The Movie Time Machine Prototype Video on Vimeo.

The Movie Time Machine is an interactive movie database that lets people browse the most liked movie offerings of any time period and genre. This allows them to quickly find content they potentially like but have yet to experience. The game-like interaction with popping bubbles creates an engaging interaction that lets the user quickly eliminate any irrelevant information.

The Movie Time Machine was a team project including two digital interaction designers, two product designers and a computing student. Our task was to create an interactive visualization using a given dataset, and make it fit a specific publication; in our case, an online article of the Empire magazine.

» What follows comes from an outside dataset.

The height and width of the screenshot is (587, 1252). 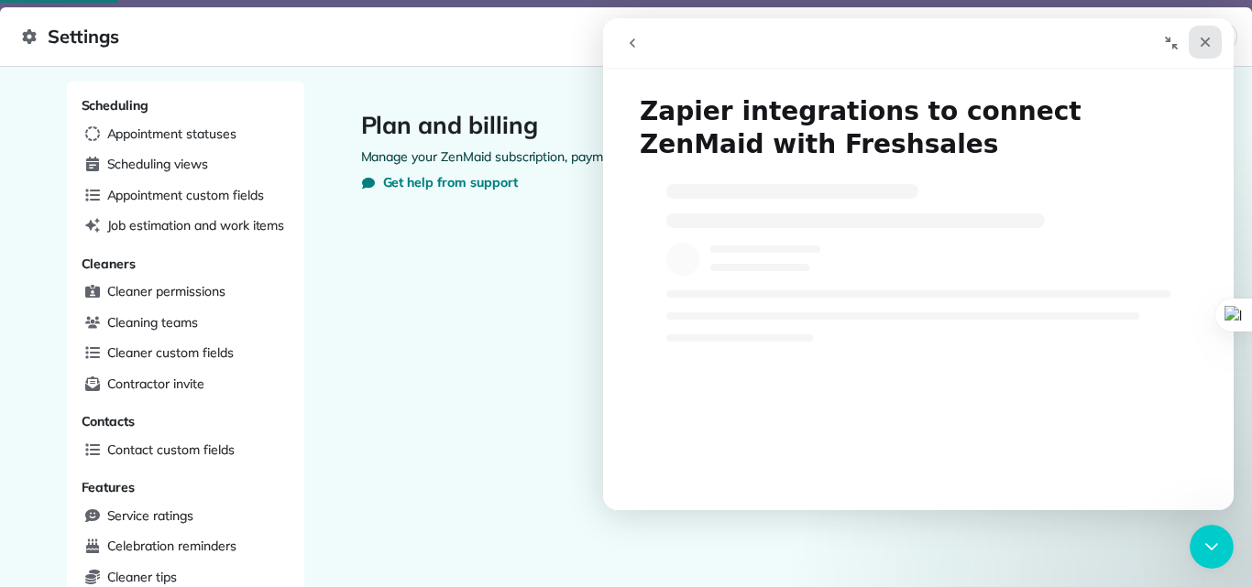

Our dataset was a csv file of IMDB’s database of 5000 movies, which includes movie descriptions, ratings, promotional images and other relevant information. The dataset can be viewed here.

Time machine mock up

Along with the dataset, we researched people & movies: how people watch movies, what they expect from reviews, and what kind of movies they generally look for.

The core of the Movie Time Machine became to tackle the issue of repeated information — the various top lists have people scroll through movies many of them have already seen.

To be fit withing a browser article, we decided to make the interaction more playful and slightly randomised. First the user determines the filters: the time period and/or genre. If there are many popular movies from a time period the movies will appear in a top order first. When the user pops the bubbles and removes the movies they have already seen, the Movie Time Machine generates new bubbles to replace them with even more interesting movies.

We also ended up combining the IMDb data to the Rotten Tomatoes score of each movie to create a more comprehensive rating system. The combined mean of the ratings of the two most popular online movie databases gives a better estimate of what the actual best movies of all time are according to the viewers themselves. This also removes the need to browse between multiple sites for comparison.

We researched the Empire’s online magazine to mimic their design guidelines and have the feature fit their website seamlessly. The graphics of our feature have a retro-futurist look paying homage to the many sci-fi classics of the 80’s and 90’s. The colour palette in turn strictly follows the palette of the Empire website, and the feature is sized for their article layout.